Published: July 16, 2019

A woman with scoliosis, a man living with HIV, and a wife threading the line between spouse and caregiver. These individuals and hundreds like them have shared their experiences in the MyPaTH Story Booth, and so can you at the 2019 PCORI Annual Meeting.

The Story Booth is like a traveling studio. Anyone who wants to share their experience as someone living with a health condition or the caregiver of someone who is can step into the soundproof audio compartment and record their story with a friend or a member of the Story Booth team. Interested storytellers can also arrange to tell their story over the phone.

Annual Meeting attendees can stop by the Story Booth to talk about their experiences as a patient or caregiver.

In addition to serving as a vehicle of expression for patients and caregivers, the Story Booth facilitates connections between people who have real-world experience living with a health condition and health researchers, ultimately helping researchers and doctors devise studies and treatments that are centered on the patient. The recordings are edited to remove identifying information before they are shared with researchers (or posted online, if you consent), to help protect participants’ privacy.

A PCORI Engagement Award funds the Story Booth, which is operated by PaTH, a clinical research network made up of academic health systems (in Maryland, Michigan, Ohio, and Pennsylvania) and part of PCORnet, the National Patient-Centered Clinical Research Network. It travels through the PaTH network and will arrive at our Annual Meeting from its home base at the University of Pittsburgh, where the project’s lead researcher, Kathleen McTigue, MD, MPH, MS, is an associate professor in the university’s Department of Medicine.

"I’m excited to be able to bring the Story Booth to a venue where so many patients, caregivers, and researchers come together," McTigue said. "Sharing a story is easy to do and takes less than an hour. Yet stories can be a powerful way to help others to understand a complex problem or to persuade them that change must be made. We hope that meeting attendees will consider taking a break between sessions to have their voices amplified with the Story Booth."

Sharing a story is easy to do and takes less than an hour. Yet stories can be a powerful way to help others to understand a complex problem or to persuade them that change must be made.

Potential storytellers needn’t worry about telling the right story. Whatever aspect of a patient’s or caregiver’s experience they most want told is exactly what the Story Booth team wants to hear. McTigue encourages participants to stop by more than once if there is more than one chapter of the story to be shared.

For Jim Uhrig, one of Story Booth’s earliest recorders, stopping by the booth was just one aspect of his storytelling.

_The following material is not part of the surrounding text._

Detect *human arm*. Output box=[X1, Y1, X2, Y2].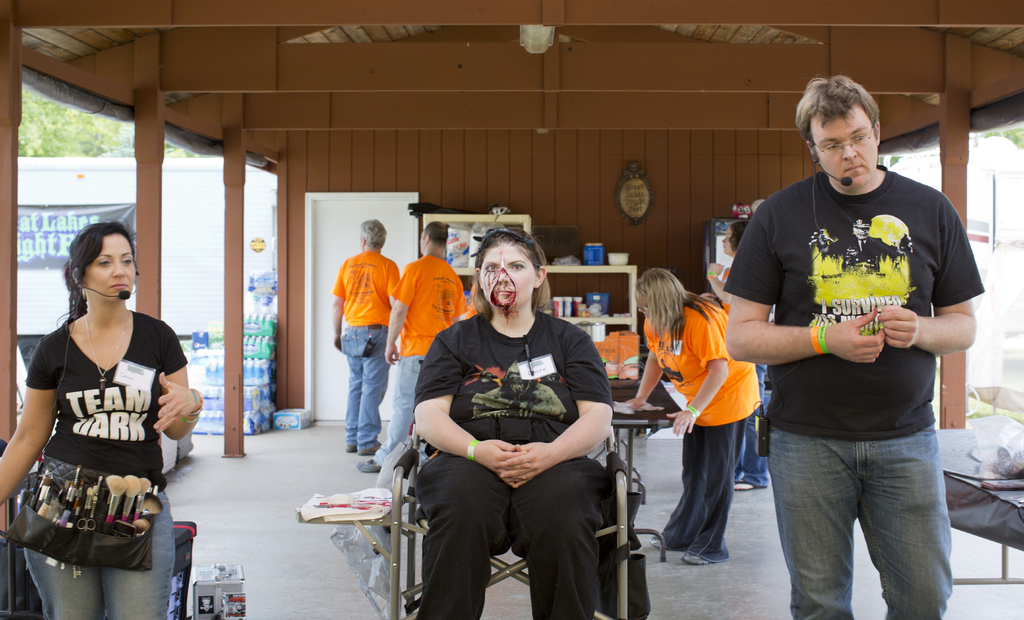
box=[331, 259, 348, 349].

He has written a book detailing his journey receiving a lung transplant after being diagnosed with idiopathic pulmonary fibrosis.

“It wasn’t long after my diagnosis that I realized the patient voice is often overlooked in clinical research,” Uhrig said. “With tools like the Story Booth, patients are not only able to share their perspectives through their own words, but they also have the opportunity to connect with one another to share stories, provide support, and form a tight-knit community of like-minded peers.”

Look for the Story Booth during the Annual Meeting and get ready to tell your story.